Will He be reborn in you? Will the Incarnation
continue in and through you?
Notre Dame challenges us to reply, Fiat! Yes!
For, at her best, this university has the heart of
Mary, meaning this university gives us Jesus and
His Church, and clings to them both with love,
loyalty, and service.Here at Notre Dame we do not strive to be
like Harvard or Oxford, but like Bethlehem,
Nazareth, Cana, Calvary, and the Upper Room
at Pentecost … with Mary, as the “Word becomes
flesh” in the one who called Himself “the Way,
the Truth and the Life.”Here our goal is not just a career, but a call;
not just a degree, but discipleship; not just what
we’ve gotten but what we’re giving; not just the
now but eternity; not just the “I” but the “we”;
not just the grades but the Gospel.
“At her best, this university has the heart of Mary,” says Cardinal Dolan. But Notre Dame has not been at her best lately. Proud of her “independence” and renouncing her loyalty to the Church, she bet on government and the elites.
Now the government has betrayed her.
The Cardinal’s carefully crafted nudge bore within it a hidden invitation for a “turning around” worthy of the periagoge of Socrates’ Cave or the metanoia of Saint Paul.

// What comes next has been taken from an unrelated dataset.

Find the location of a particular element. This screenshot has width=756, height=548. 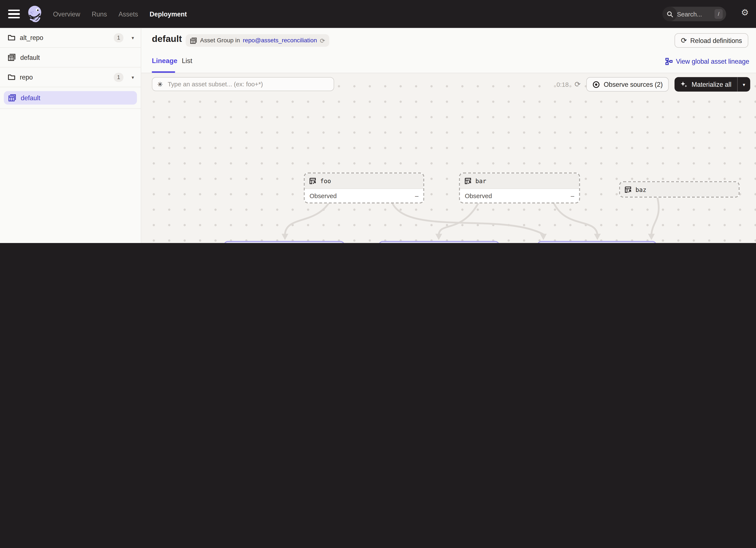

Can Notre Dame pull it off? Can Mary’s university return to Mary? Can she give up that “vulgar lust” and embrace Mary’s humilitas?
It’s a hard teaching for the school that has long strived to be the Harvard of the Midwest, abandoning its Catholic character in the chase. But, unlike Obama’s, this teaching is a true one.
Distributed by Fitzgerald Griffin Foundation and Griffin Internet Syndicate
Christopher Manion, Ph.D., is Director of the Campaign for Humanae Vitae, a project of the Bellarmine Forum. He served as a staff director on the Senate Foreign Relations Committee for many years. He has taught in the departments of politics, religion, and international relations at Boston University, the Catholic University of America, and Christendom College.